Pong will always hold a special place in the history of gaming as one of the earliest arcade video games. Introduced in 1972, it was a table tennis game featuring very simple graphics and gameplay. In fact, it's simple enough that even non-living materials known as hydrogels can "learn" to play the game by "remembering" previous patterns of electrical stimulation, according to a new paper published in the journal Cell Reports Physical Science.
"Our research shows that even very simple materials can exhibit complex, adaptive behaviors typically associated with living systems or sophisticated AI," said co-author Yoshikatsu Hayashi, a biomedical engineer at the University of Reading in the UK. "This opens up exciting possibilities for developing new types of 'smart' materials that can learn and adapt to their environment."
Hydrogels are soft, flexible biphasic materials that swell but do not dissolve in water. So a hydrogel may contain a large amount of water but still maintain its shape, making it useful for a wide range of applications.
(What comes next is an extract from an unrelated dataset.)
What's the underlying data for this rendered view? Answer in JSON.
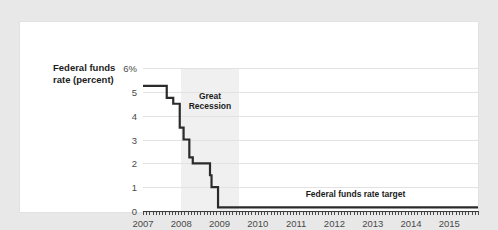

Perhaps the best-known use is soft contact lenses, but various kinds of hydrogels are also used in breast implants, disposable diapers, EEG and ECG medical electrodes, glucose biosensors, encapsulating quantum dots, solar-powered water purification, cell cultures, tissue engineering scaffolds, water gel explosives, actuators for soft robotics, supersonic shock-absorbing materials, and sustained-release drug delivery systems, among other uses.
In April, Hayashi co-authored a paper showing that hydrogels can "learn" to beat in rhythm with an external pacemaker, something previously only achieved with living cells. They exploited the intrinsic ability of the hydrogels to convert chemical energy into mechanical oscillations, using the pacemaker to apply cyclic compressions. They found that when the oscillation of a gel sample matched the harmonic resonance of the pacemaker's beat, the system kept a “memory” of that resonant oscillation period and could retain that memory even when the pacemaker was turned off. Such hydrogels might one day be a useful substitute for heart research using animals, providing new ways to research conditions like cardiac arrhythmia.
For this latest work, Hayashi and co-authors were partly inspired by a 2022 study in which brain cells in a dish—dubbed DishBrain—were electrically stimulated in such a way as to create useful feedback loops, enabling them to "learn" to play Pong (albeit badly). As Ars Science Editor John Timmer reported at the time:
Pong proved to be an excellent choice for the experiments. The environment only involves a couple of variables: the location of the paddle and the location of the ball. The paddle can only move along a single line, so the motor portion of things only needs two inputs: move up or move down. And there's a clear reward for doing things well: you avoid an end state where the ball goes past the paddles and the game stops. It is a great setup for testing a simple neural network.
Put in Pong terms, the sensory portion of the network will take the positional inputs, determine an action (move the paddle up or down), and then generate an expectation for what the next state will be. If it's interpreting the world correctly, that state will be similar to its prediction, and thus the sensory input will be its own reward. If it gets things wrong, then there will be a large mismatch, and the network will revise its connections and try again.
There were a few caveats—even the best systems didn't play Pong all that well—but the approach mostly worked. Those systems comprising either mouse or human neurons saw the average length of Pong rallies increase over time, indicating they might be learning the game's rules. Systems based on non-neural cells, or those lacking a reward system, didn't see this sort of improvement. The findings provided some evidence that neural networks formed from actual neurons spontaneously develop the ability to learn. And that could explain some of the learning capabilities of actual brains, where smaller groups of neurons are organized into functional units.